Introduction: Listening to Scripture for Preaching: A Discipline in Need of Remediation
1. Question 1: What Do I See? The Preacher as Witness
2. Question 2: Whom Do I See? The Preacher as Witness to Christ
3. Question 3: What Is Christs Word to Me? The Preacher as Confessor
4. Question 4: What Is Christs Word to Us? The Preacher as Theologian
5. Question 5: What Is Christs Word about Us? The Preacher as Theologian of a Broken Body
6. Question 6: What Does It Look Like? The Preacher as Witness to Christ in a Disobedient World
7. Using the Six Questions: Sermon Form and Sermon Examples
Preface
Several years ago our daughter gave her father and me a small book for Christmas, The Asian Grocery Store Demystified . As the title suggests, the book takes the reader through the many unfamiliar vegetables and fruits sold in Asian markets and explains what they are and what to do with them in the kitchen. We love this book. We had recently moved to Toronto and bought a house near little Chinatown, just a block from its overflowing markets of strange fruits, vegetables, dried plants, and seafood. We cooked with the book, and over time we moved from sauting bok choy and Japanese eggplant to cooking amaranth and fuzzy melon. We love it all.
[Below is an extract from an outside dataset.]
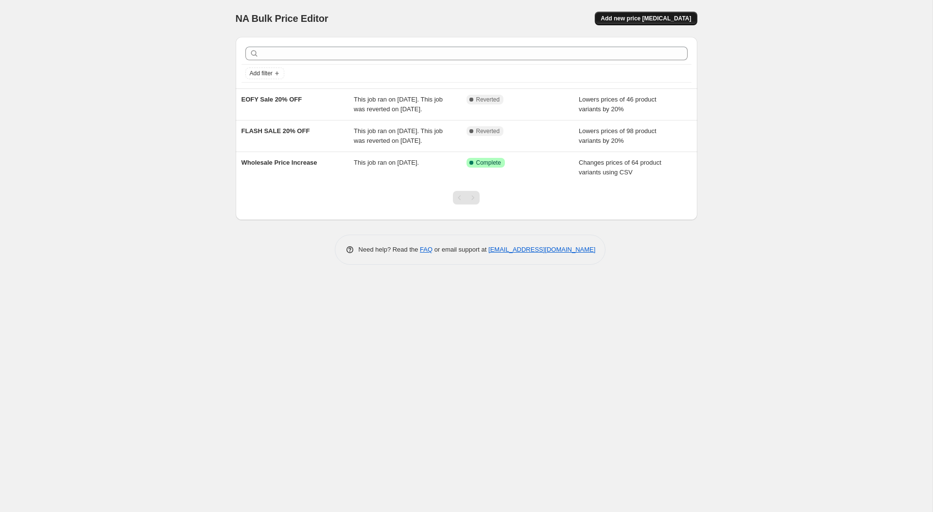 The height and width of the screenshot is (512, 933). Describe the element at coordinates (272, 99) in the screenshot. I see `span: EOFY Sale 20% OFF` at that location.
Though the analogy is limited, it offers guidelines for a theologically shaped practice of preaching Jesus Christ. It points the way for preachers to have more confidence in their knowledge of what to do in the strange world of Scriptures fruits and nuts. To claim Scripture as Gods word to usto claim it as authoritative in the church and in our livesis only a beginning for preachers. We preachers often need help in knowing what to do with these commitments in our sermons, especially in a world in which this claim carries little currency. The guidelines that follow take the form of six straightforward questions for listening to Scripture as one prepares sermons, week after week, and for moving from interpretation to sermon text in the midst of daily congregational life.
The inspiration for these guidelines comes out of the specific nature of the claim I am making: preaching Jesus Christ is a theological practice. Let me briefly say four things this claim implies, all of which I explore in the chapters to come.
First, preaching is theological. It is based on a variety of theological commitments, implicit or explicit, that shape how we read Scripture, preach from it, and move from Scripture to sermon in the context of worship and the church. As later chapters describe, these commitments have to do with what kind of text the preacher understands Scripture to be, the role of the church both in Gods purposes for creation and in the interpretation of Scripture, questions of the correlation or connection between Scripture and our worlds today, between then and now, and the role of the preacher in the pulpit and in the congregation. The chief theological claim on which this practice rests is this: the location of preaching in and for the church needs to be the primary business of preachers and must shape how they go about sermon preparation. Why? The church is the God-given soil in which Scripture, preacher, and people are rooted, and the Spirit uses Scripture to testify to the church and to form it into the Spirits witness to the nations. How might this theological claim shape how we as preachers read Scripture in sermon preparation, craft our sermons, understand our role, and use doctrine and personal stories? How does it shape our understanding of the role of sermons in discipleship and mission? These are questions this book addresses.
This project is part of the movement of theological retrieval that began with the postliberal theology of George Lindbeck and Hans Frei and has, more recently, moved into evangelical traditions.
Second, preaching is a practice. It is one practice among many in the church, all of which are a response to Gods gracious action through the Spirit. The nature of this response in preaching is that preachers need to do something with their interpretation of Scripture. Sermons involve a lot of movementfrom Scripture to sermon, from the beginning of a sermon to its end, from the preachers mouth to the peoples ears to everyones lives, from the gathered community out into the places people spend their weeksall in the context of worship and a specific culture. It doesnt matter whether pastors preach from a written text, from notes, or just wing it or whether they preach in a Baptist church, an Anglican church, or a caf. This movement is not primarily about sermon form, literary style, or holding the listeners (and the preachers) interest. It is about the power of God on the cross to bring into existence that which is not. In the synagogue in Thessalonica, Paul preaches about this power, the Messiah who suffers and rises from the dead; and what is the reaction of some who hear? They say, These people... have been turning the world upside down and send a mob in search of Paul and Silas (Acts 17:17; here v. 6).
Preachers need help knowing what to do with their theological commitments in their interpretation of Scripture and how to serve it up in a sermon. In my claim that preaching is a theological practice, I aim to expand the movement of theological retrieval to include not only the interpretation of Scripture but also the interpretation of Scripture for the practice of preaching.